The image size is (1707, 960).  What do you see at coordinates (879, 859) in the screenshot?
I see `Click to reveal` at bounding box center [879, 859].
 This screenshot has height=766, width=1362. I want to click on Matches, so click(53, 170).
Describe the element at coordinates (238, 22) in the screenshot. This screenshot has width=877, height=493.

--

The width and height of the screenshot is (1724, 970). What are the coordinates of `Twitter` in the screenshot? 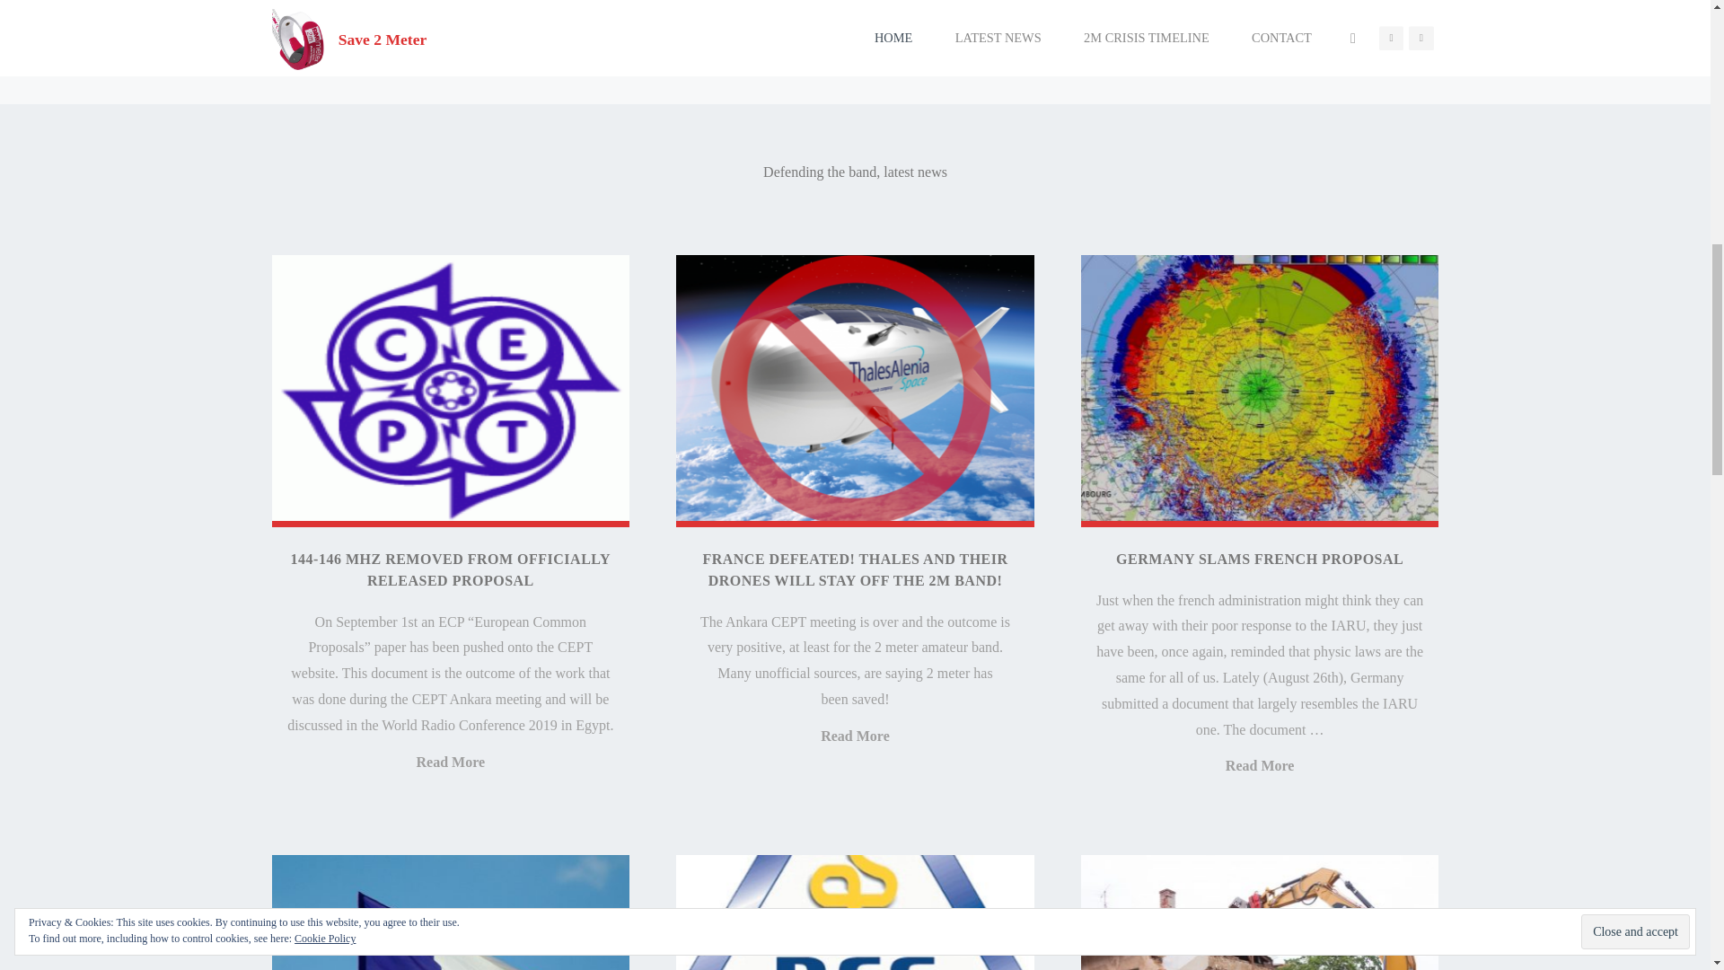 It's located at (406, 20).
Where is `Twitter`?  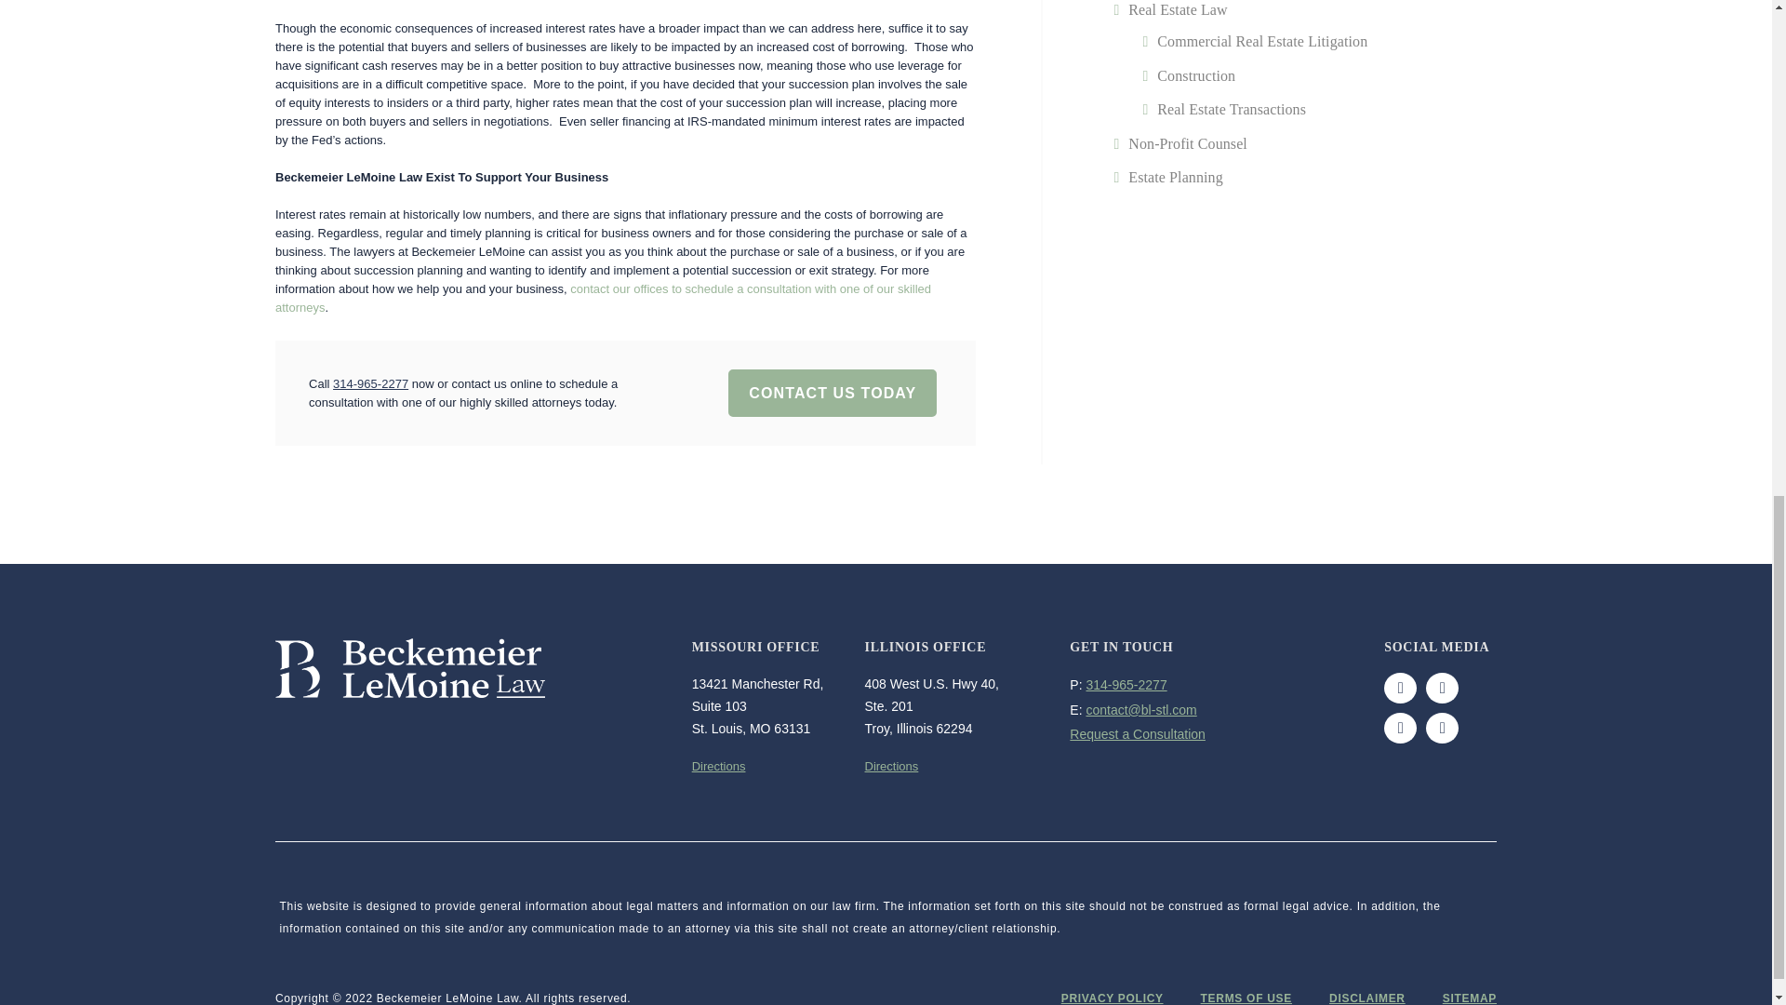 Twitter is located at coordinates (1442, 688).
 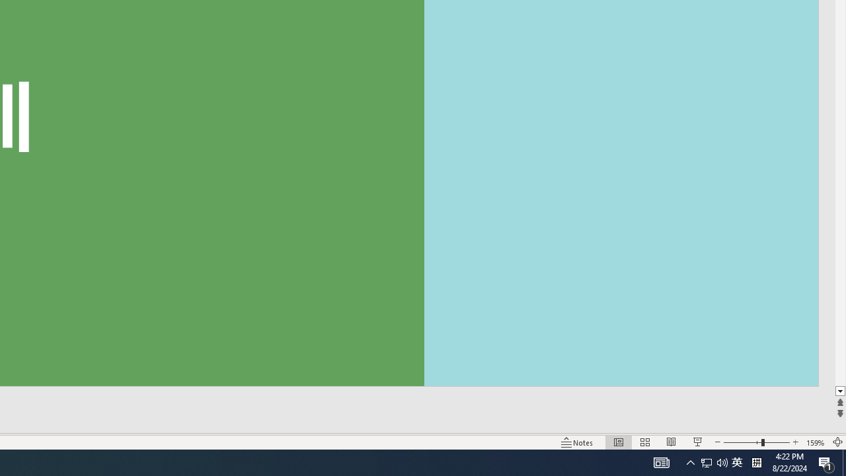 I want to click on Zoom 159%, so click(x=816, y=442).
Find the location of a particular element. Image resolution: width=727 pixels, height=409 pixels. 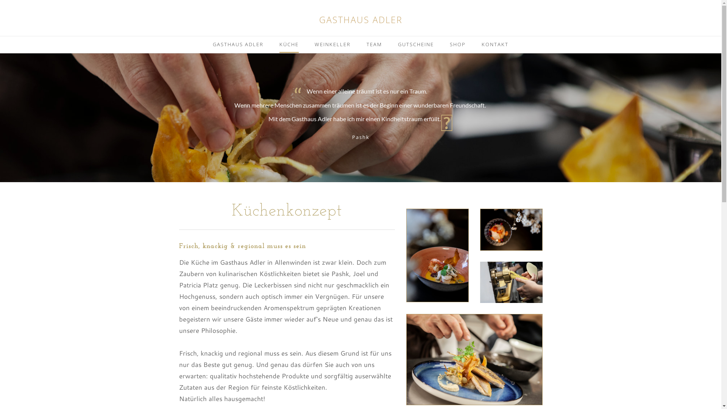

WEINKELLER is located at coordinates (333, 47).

### YOUR OBJECTIVE
Starting at the line above that contains "The image size", write out each line exactly until the line that contains "Describe the element" has been written, and stop there.

### YOUR SOLUTION
The image size is (1707, 960).  What do you see at coordinates (879, 859) in the screenshot?
I see `Click to reveal` at bounding box center [879, 859].
 This screenshot has height=766, width=1362. I want to click on Matches, so click(53, 170).
Describe the element at coordinates (238, 22) in the screenshot. This screenshot has width=877, height=493.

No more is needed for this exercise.